Brain Waves with Debra Rose…Pencils Down

‘We must be willing to let go of the life we have planned, to have the life that is waiting for us’ – E.M. Forster

Looking for certainty in life is hardwired.  We look for patterns, routines, form habits and create rituals so we can predict and perhaps control our lives and destiny.  One of the tools we employ are to-do lists and catalogue of goals to achieve, some short-term, some for a lifetime.

Bucket lists, life-markers to reach at certain stages and benchmarks of where we should be are all ways in which we take inventory of our lives and therefore how we feel about ourselves.  One of the hardest things to do is review the relevance of those lists and decide which ones to keep and which ones to let go.

Many of us operate better with time-restrictions and management, when we have a deadline, a calendar date or some other hard-stop to what needs to be done.  We can also miss time-limits; flights, holidays, a performance commencing, and we deal with the consequences.  What about forgoing our self-imposed objectives and plans?  That it seems is much harder to do. It is also more liberating when you do.

Deciding when you have had enough of that lingering list or long-held aspiration is not giving up, is freeing yourself to pursue something else.  Sometimes we hold on to expired ambitions to distract us from the present or the future, perhaps wondering what we would fret about if we moved on and left ideas behind.  We can trust that if we have not accomplished what we intended to, it’s time to redirect our aim.  Maybe our current lives do not reflect our past targets, or those lists were created out of “should’s” instead of “want-to’s.”  If you can recall the relief when an outside force says, “time’s up” and you absolutely must stop, it may be because the stopping was mandatory, and your time was restricted.  Our time is still finite, and we can choose when and how we reshape our to-do lists.  With practice, saying “time is up” on dawdling projects allows us to happily anticipate accomplishing something more meaningful to the present.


Exercise details:
Find the lines holding the string "with" in the data, then copy all of them.

[Extracted records]
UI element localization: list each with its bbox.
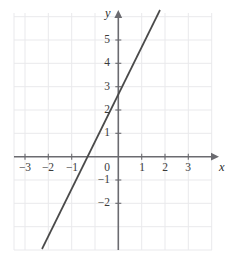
x-tick-label-minus-1: −1 xyxy=(61,162,83,174)
y-tick-label-minus-2: −2 xyxy=(88,197,110,209)
x-axis xyxy=(14,153,219,161)
grid-vertical xyxy=(14,13,212,250)
origin-label: 0 xyxy=(100,162,114,174)
y-tick-label-5: 5 xyxy=(96,34,110,46)
y-tick-label-3: 3 xyxy=(96,81,110,93)
y-tick-label-2: 2 xyxy=(96,104,110,116)
x-tick-label-3: 3 xyxy=(181,162,195,174)
x-tick-label-minus-2: −2 xyxy=(37,162,59,174)
y-axis-label: y xyxy=(105,7,111,20)
y-tick-label-1: 1 xyxy=(96,127,110,139)
y-tick-label-minus-1: −1 xyxy=(88,174,110,186)
y-tick-label-4: 4 xyxy=(96,57,110,69)
y-axis xyxy=(114,10,122,250)
coordinate-plane xyxy=(0,0,230,266)
x-tick-label-1: 1 xyxy=(135,162,149,174)
grid-horizontal xyxy=(14,17,212,250)
x-tick-label-minus-3: −3 xyxy=(14,162,36,174)
x-axis-label: x xyxy=(219,161,225,174)
x-tick-label-2: 2 xyxy=(158,162,172,174)
linear-graph-figure: 5 4 3 2 1 −1 −2 0 −3 −2 −1 1 2 3 x y xyxy=(0,0,230,266)
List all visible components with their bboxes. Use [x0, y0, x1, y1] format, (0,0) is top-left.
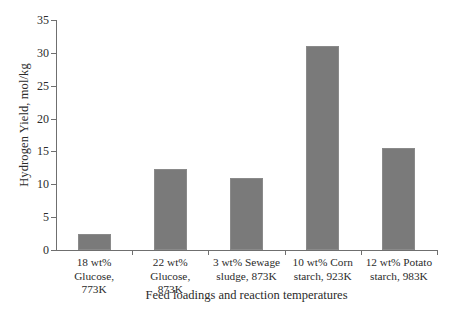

Result:
UI element localization: list each with its bbox.
List all visible components with their bboxes. Use [x0, y0, x1, y1] format, (0,0) is top-left.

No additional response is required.